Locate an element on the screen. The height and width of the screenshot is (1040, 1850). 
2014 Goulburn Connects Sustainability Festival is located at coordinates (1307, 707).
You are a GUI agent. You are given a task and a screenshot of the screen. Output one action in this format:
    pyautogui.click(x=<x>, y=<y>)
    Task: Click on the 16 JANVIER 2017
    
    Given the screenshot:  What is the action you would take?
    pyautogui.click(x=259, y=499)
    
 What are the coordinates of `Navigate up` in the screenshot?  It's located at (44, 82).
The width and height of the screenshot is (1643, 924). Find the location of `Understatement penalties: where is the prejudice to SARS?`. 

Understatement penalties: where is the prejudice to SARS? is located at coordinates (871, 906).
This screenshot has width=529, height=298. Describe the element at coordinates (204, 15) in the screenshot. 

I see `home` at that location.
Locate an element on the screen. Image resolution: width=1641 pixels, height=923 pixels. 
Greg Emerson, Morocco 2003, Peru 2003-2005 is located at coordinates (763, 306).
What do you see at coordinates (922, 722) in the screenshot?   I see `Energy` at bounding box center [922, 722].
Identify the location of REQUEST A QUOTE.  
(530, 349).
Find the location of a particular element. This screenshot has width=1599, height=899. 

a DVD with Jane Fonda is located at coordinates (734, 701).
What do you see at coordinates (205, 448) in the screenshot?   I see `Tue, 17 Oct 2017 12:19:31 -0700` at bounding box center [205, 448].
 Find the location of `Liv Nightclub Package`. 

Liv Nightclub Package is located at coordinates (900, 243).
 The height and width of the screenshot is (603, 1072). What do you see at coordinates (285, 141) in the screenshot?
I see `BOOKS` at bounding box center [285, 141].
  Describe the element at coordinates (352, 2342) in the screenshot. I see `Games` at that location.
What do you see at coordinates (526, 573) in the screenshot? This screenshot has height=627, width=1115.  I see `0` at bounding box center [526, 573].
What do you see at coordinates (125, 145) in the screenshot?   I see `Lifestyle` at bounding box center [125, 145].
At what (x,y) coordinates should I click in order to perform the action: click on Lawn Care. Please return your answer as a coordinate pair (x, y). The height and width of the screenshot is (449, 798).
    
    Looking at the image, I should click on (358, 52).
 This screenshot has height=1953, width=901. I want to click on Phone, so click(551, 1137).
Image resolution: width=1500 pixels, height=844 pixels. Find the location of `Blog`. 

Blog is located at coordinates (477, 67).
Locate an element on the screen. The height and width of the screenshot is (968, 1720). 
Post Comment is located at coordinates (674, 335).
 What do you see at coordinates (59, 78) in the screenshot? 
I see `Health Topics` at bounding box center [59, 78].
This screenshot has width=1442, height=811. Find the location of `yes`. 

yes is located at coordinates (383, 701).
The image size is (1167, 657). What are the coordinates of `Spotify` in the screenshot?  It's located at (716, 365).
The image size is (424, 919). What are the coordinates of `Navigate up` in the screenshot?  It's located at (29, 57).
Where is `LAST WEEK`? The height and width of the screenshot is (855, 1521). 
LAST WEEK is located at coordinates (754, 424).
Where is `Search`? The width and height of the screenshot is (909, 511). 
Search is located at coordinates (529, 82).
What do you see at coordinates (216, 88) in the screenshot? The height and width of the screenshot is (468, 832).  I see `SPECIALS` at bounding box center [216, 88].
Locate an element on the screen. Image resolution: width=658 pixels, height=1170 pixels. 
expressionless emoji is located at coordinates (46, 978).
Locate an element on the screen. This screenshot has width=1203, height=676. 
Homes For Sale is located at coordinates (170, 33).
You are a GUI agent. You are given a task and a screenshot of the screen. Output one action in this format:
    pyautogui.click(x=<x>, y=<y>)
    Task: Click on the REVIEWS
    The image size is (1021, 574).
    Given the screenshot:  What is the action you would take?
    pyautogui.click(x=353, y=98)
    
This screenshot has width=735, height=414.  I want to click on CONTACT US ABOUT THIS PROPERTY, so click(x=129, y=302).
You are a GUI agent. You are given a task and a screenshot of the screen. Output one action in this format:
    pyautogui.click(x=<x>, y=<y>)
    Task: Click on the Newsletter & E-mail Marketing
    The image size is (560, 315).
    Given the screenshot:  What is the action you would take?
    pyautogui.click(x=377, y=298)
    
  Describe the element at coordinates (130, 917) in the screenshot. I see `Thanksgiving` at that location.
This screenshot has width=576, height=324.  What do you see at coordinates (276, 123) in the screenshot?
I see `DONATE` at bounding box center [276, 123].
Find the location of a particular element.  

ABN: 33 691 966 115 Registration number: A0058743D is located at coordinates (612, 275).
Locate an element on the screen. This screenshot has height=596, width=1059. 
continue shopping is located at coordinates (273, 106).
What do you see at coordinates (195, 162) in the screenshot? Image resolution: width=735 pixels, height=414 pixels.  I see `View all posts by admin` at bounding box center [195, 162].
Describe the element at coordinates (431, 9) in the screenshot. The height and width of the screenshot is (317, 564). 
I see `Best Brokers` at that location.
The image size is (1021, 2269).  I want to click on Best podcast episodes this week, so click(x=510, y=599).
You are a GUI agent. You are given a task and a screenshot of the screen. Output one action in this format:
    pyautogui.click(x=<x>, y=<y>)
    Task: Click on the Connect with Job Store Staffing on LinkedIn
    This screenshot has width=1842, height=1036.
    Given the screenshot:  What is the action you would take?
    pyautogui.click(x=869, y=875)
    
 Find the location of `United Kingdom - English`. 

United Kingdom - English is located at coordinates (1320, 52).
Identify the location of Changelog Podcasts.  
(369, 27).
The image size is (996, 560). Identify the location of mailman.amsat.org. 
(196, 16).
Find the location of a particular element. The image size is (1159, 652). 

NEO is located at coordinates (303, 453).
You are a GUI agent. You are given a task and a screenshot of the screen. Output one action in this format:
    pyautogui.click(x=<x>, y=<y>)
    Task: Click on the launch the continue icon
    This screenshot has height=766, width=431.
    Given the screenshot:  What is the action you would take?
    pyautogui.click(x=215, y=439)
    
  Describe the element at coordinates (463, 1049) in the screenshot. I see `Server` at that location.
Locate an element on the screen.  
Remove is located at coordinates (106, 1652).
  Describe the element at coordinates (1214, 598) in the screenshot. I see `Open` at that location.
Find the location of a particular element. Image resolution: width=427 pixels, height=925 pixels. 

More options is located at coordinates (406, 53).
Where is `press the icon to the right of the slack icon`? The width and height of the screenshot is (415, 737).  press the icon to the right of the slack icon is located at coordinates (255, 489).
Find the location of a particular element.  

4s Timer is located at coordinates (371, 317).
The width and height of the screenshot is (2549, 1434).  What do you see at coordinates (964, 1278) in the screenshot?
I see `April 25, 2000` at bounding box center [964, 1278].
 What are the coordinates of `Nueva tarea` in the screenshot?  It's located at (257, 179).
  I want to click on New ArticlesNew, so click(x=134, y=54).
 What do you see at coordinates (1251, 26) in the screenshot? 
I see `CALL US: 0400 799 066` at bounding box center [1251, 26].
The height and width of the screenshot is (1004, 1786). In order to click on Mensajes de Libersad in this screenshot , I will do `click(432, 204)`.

* **Exercise**
When a line in the data contains "Navigate", return it as written.

* **Answer for the task**
 What are the coordinates of `Navigate up` in the screenshot?  It's located at (44, 82).
The image size is (424, 919). What are the coordinates of `Navigate up` in the screenshot?  It's located at (29, 57).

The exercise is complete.